Solving the mystery of Alzheimer's disease
For more than one hundred years, researchers have tried in vain to find the causes of and cures for Alzheimer's. The answer may now be found in nuclear medical imaging, which makes the functions and metabolic disturbances of the brain visible.
What is known about Alzheimer's disease is that it involves a gradual degeneration of neurons in some parts of the brain. This leads to the accumulation of beta amyloid peptides, which end up forming deposits of plaques. The deposits and the degeneration of neurons prevent messages from being transmitted to other neurons.
- Information no longer transfers fluently in the brain, and things and events from the recent past tend to be forgotten, says Professor Juha Rinne, explaining the first visible symptoms of the Alzheimer's disease.
The sooner the metabolic disturbances in the brain can be detected, the easier it is to determine the root cause from othersymptoms that emerge as the condition advances and, thus, also slow down the progress of the disease.
- This is where Positron Emission Tomography and the PET camera come in, says Rinne.
While a microscope can be used to detect the existence of plaques, it cannot be inserted into the brain of a living human being. This is why a diagnosis of Alzheimer?s cannot be confirmed with full certainty until an autopsy has been performed.
Even MRI is not sensitive enough to spot plaques. Rinne explains the difference between the two imaging techniques:
- Whereas MRI mainly shows the structure of the brain and changes in it, PET shows brain activities, that is, what is happening in the brain. The stage at which neurons no longer work properly can be detected in PET.
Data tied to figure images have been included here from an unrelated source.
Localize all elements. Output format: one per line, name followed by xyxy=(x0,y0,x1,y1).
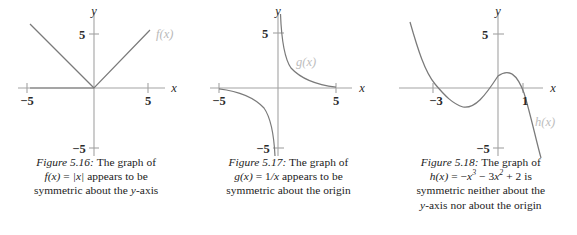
caption-5-16: Figure 5.16: The graph of f(x) = |x| app… xyxy=(12,155,180,198)
plot-svg-h: −3 1 5 −5 x y h(x) xyxy=(385,0,577,158)
x-tick-label-neg3: −3 xyxy=(429,94,442,108)
plot-svg-f: −5 5 5 −5 x y f(x) xyxy=(0,0,192,158)
caption-text-line3: symmetric neither about the xyxy=(416,184,545,196)
x-tick-label-pos1: 1 xyxy=(522,94,528,108)
caption-text-line3: symmetric about the xyxy=(34,184,128,196)
caption-text-line4: -axis xyxy=(136,184,158,196)
curve-g-branch-positive xyxy=(281,14,337,87)
caption-math-h: h(x) = −x3 − 3x2 + 2 xyxy=(430,170,522,182)
caption-text-line4: -axis nor about the origin xyxy=(425,199,541,211)
figure-panel-5-16: −5 5 5 −5 x y f(x) Figure 5.16: The grap… xyxy=(0,0,192,198)
caption-5-17: Figure 5.17: The graph of g(x) = 1/x app… xyxy=(204,155,372,198)
y-tick-label-pos5: 5 xyxy=(79,28,85,42)
x-axis-label: x xyxy=(359,81,366,95)
y-tick-label-pos5: 5 xyxy=(482,28,488,42)
x-tick-label-pos5: 5 xyxy=(333,94,339,108)
y-axis-label: y xyxy=(89,4,97,18)
caption-text-line2: appears to be xyxy=(87,170,148,182)
curve-label-h: h(x) xyxy=(535,115,555,129)
caption-math-f: f(x) = |x| xyxy=(44,170,84,182)
plot-area-h: −3 1 5 −5 x y h(x) xyxy=(385,0,577,158)
caption-text-line3: symmetric about the origin xyxy=(226,184,350,196)
x-tick-label-neg5: −5 xyxy=(20,94,33,108)
y-tick-label-neg5: −5 xyxy=(72,142,85,156)
x-tick-label-neg5: −5 xyxy=(213,94,226,108)
plot-area-f: −5 5 5 −5 x y f(x) xyxy=(0,0,192,158)
curve-label-g: g(x) xyxy=(296,55,316,69)
y-tick-label-pos5: 5 xyxy=(262,27,268,41)
x-axis-label: x xyxy=(170,81,177,95)
plot-area-g: −5 5 5 −5 x y g(x) xyxy=(192,0,384,158)
y-axis-label: y xyxy=(274,4,282,18)
y-tick-label-neg5: −5 xyxy=(257,142,270,156)
caption-text-line2: appears to be xyxy=(282,170,343,182)
x-axis-label: x xyxy=(549,81,556,95)
y-axis-label: y xyxy=(493,4,501,18)
plot-svg-g: −5 5 5 −5 x y g(x) xyxy=(192,0,384,158)
caption-text-line2: is xyxy=(524,170,532,182)
figure-panel-5-18: −3 1 5 −5 x y h(x) Figure 5.18: The grap… xyxy=(385,0,577,212)
figure-row: −5 5 5 −5 x y f(x) Figure 5.16: The grap… xyxy=(0,0,577,235)
curve-f xyxy=(30,30,150,88)
curve-label-f: f(x) xyxy=(156,27,173,41)
figure-panel-5-17: −5 5 5 −5 x y g(x) Figure 5.17: The grap… xyxy=(192,0,384,198)
y-tick-label-neg5: −5 xyxy=(476,142,489,156)
caption-5-18: Figure 5.18: The graph of h(x) = −x3 − 3… xyxy=(397,155,565,212)
curve-h xyxy=(410,22,541,158)
caption-math-g: g(x) = 1/x xyxy=(234,170,279,182)
x-tick-label-pos5: 5 xyxy=(145,94,151,108)
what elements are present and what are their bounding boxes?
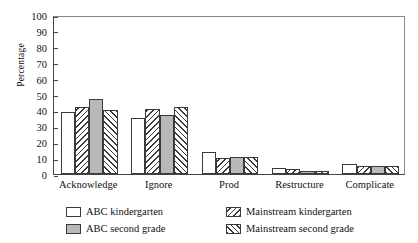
legend-label: Mainstream kindergarten [246, 206, 352, 218]
y-tick-label: 80 [37, 42, 48, 55]
bar [103, 110, 117, 174]
y-tick-label: 90 [37, 26, 48, 39]
bar-group [342, 17, 399, 174]
bar [89, 99, 103, 174]
y-tick-mark [54, 112, 58, 113]
x-axis-category-label: Acknowledge [59, 179, 117, 190]
y-tick-mark [54, 128, 58, 129]
y-tick-label: 10 [37, 153, 48, 166]
y-tick-mark [54, 176, 58, 177]
bar [61, 112, 75, 174]
bar [342, 164, 356, 174]
y-tick-label: 20 [37, 137, 48, 150]
y-tick-mark [54, 32, 58, 33]
y-tick-mark [54, 17, 58, 18]
y-tick-mark [54, 80, 58, 81]
y-tick-mark [54, 96, 58, 97]
legend-item: ABC kindergarten [66, 203, 190, 220]
legend-item: Mainstream kindergarten [226, 203, 396, 220]
legend-swatch [66, 224, 81, 234]
y-tick-mark [54, 64, 58, 65]
x-axis-category-label: Prod [219, 179, 239, 190]
y-tick-label: 40 [37, 105, 48, 118]
bar-group [131, 17, 188, 174]
bar [244, 157, 258, 174]
y-tick-mark [54, 144, 58, 145]
x-axis-category-label: Complicate [346, 179, 394, 190]
bar [145, 109, 159, 174]
plot-area: 0102030405060708090100 [53, 16, 405, 175]
legend-label: ABC kindergarten [86, 206, 163, 218]
bar-group [61, 17, 118, 174]
legend-item: Mainstream second grade [226, 220, 396, 237]
x-axis-category-label: Ignore [145, 179, 172, 190]
bar-group [272, 17, 329, 174]
bar [371, 166, 385, 174]
bar [75, 107, 89, 174]
bar [230, 157, 244, 174]
legend-swatch [226, 224, 241, 234]
y-axis-label: Percentage [16, 18, 26, 112]
bar [216, 158, 230, 174]
bar [202, 152, 216, 174]
bar [174, 107, 188, 174]
legend-swatch [66, 207, 81, 217]
y-tick-mark [54, 48, 58, 49]
bar-chart-figure: Percentage 0102030405060708090100 Acknow… [0, 0, 418, 243]
legend-item: ABC second grade [66, 220, 190, 237]
bar [315, 171, 329, 174]
bar [131, 118, 145, 174]
bar [160, 115, 174, 174]
y-tick-label: 0 [42, 169, 47, 182]
x-axis-category-label: Restructure [275, 179, 323, 190]
y-tick-mark [54, 160, 58, 161]
legend-label: ABC second grade [86, 223, 165, 235]
bar-group [202, 17, 259, 174]
bar [357, 166, 371, 174]
y-tick-label: 30 [37, 121, 48, 134]
y-tick-label: 70 [37, 58, 48, 71]
y-tick-label: 60 [37, 74, 48, 87]
legend-label: Mainstream second grade [246, 223, 354, 235]
y-tick-label: 100 [31, 10, 47, 23]
legend-swatch [226, 207, 241, 217]
chart-legend: ABC kindergartenMainstream kindergartenA… [66, 203, 396, 237]
bar [300, 171, 314, 174]
bar [272, 168, 286, 174]
y-tick-label: 50 [37, 90, 48, 103]
bar [286, 169, 300, 174]
bar [385, 166, 399, 174]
In a PET scan, a short-lived radioactive tracer is injected into the patient?s circulation. The blood transports the tracer to the brain, where it participates in metabolic brain processes. A PET camera and computer simulation are used to reconstruct images, which can then be compared and analysed. The tracer is safe to humans, because the radiation has a very short halflife - only a matter of minutes.
Help from nanoparticles
The latest line of research that the national PET Centre at the University of Turku is pursuing under the lead of Rinne has to do with the use of nanoparticles. Nanoparticles are extremely small - one nanometre equalling one millionth of a millimetre - which makes it easy for them to travel through the human system. The EU-funded project aims to identify, for example, a nanoparticle that could latch onto a plaque. Such a particle could be marked with a suitable radioactive isotope, after which its progress in a living human brain could be monitored with a PET camera to see where plaques exist.
-This would produce a reliable diagnosis at as early a phase as possible, says Rinne.
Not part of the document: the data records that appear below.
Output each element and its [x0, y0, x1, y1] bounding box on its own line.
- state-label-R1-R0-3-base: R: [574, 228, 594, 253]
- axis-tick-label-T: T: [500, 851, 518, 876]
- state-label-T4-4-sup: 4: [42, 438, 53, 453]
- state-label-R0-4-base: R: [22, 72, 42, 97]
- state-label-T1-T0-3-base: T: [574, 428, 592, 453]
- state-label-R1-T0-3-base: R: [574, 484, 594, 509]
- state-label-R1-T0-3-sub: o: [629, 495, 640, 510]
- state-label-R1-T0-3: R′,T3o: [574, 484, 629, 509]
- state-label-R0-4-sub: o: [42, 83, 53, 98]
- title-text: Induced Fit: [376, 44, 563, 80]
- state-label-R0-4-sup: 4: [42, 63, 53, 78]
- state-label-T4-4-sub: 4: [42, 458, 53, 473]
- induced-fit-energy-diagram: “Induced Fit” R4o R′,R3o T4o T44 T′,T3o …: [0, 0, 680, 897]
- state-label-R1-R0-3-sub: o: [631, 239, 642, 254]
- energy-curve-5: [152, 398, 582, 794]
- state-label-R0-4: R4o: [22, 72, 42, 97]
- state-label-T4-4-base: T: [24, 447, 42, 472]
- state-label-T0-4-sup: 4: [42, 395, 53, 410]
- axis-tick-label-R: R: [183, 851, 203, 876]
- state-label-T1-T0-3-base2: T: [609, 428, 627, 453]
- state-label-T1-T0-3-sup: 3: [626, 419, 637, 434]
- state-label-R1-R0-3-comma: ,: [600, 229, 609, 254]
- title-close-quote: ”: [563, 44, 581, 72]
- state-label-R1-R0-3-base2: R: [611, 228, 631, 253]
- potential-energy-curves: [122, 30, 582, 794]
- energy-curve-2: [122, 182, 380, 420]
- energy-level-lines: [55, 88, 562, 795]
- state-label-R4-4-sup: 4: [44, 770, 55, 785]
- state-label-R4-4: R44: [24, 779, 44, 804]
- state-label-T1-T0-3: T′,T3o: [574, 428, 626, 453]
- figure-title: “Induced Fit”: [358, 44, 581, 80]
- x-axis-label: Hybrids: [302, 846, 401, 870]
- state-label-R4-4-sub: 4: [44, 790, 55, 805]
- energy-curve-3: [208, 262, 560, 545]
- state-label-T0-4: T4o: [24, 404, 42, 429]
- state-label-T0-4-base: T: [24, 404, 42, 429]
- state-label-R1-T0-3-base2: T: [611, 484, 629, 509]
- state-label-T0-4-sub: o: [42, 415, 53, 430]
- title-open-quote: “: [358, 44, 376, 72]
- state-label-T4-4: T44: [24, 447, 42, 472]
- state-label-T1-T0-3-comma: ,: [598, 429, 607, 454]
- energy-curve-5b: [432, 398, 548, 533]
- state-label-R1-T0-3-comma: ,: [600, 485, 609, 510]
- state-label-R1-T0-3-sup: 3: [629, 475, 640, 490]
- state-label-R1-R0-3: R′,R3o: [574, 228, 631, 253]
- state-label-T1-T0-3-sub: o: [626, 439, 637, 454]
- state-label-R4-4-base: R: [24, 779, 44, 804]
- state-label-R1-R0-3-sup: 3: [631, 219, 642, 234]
PET scanning can also be of use in pharmaceutical development and in the monitoring of the effects of treatment. In this case, the administered drug is marked to see whether it travels to the expected location and has the required effect.
Pharmaceutical development has made good progress with drugs that prevent the accumulation of amyloid proteins. Traditionally, patient and control groups have been monitored for years until any differences have been detected.
- PET scanning enables differences to be detected much faster and shortens the long pharmaceutical testing processes, explains Rinne.
Turku PET at the top internationally
The Turku PET Centre is an Academy of Finland Centre of Excellence and a leading research institute in its field worldwide. One of the Centre's main advantages over many other corresponding institutes is that it can tailor and produce the tracers needed for its research projects. Many of the world's imaging centres use a single tracer produced elsewhere. Such a tracer is often not suitable for all research purposes.
The PET Centre?s equipment has developed and become more versatile over the years. The start-up of a new cyclotron in the PET Centre's own facilities will mark an important step in this development.
- It will enable us to use isotopes with a halflife of only a couple of minutes. This opens up new possibilities to study metabolic dysfunctions in the brain and, for example, Alzheimer's, says Rinne.
In autumn 2008, the European Commission awarded 900,000 euro to Alzheimer's research carried out inTurku. The research project is included under the EU?s seventh framework programme and focuses on the use of nanoparticles in the diagnostics and care of Alzheimer's. The research in Turku is part of an international five-year project that involves research institutes in 15 European countries. The overall project budget totals 14.6 million euro. The project also involves the national Turku PET Centre. The subproject in Turku is led by Professor Juha Rinne, who is in charge of brain mediator research. Professor Olof Solin is responsible for radiochemistry and Adjunct Professor Merja Haaparanta for preclinical research.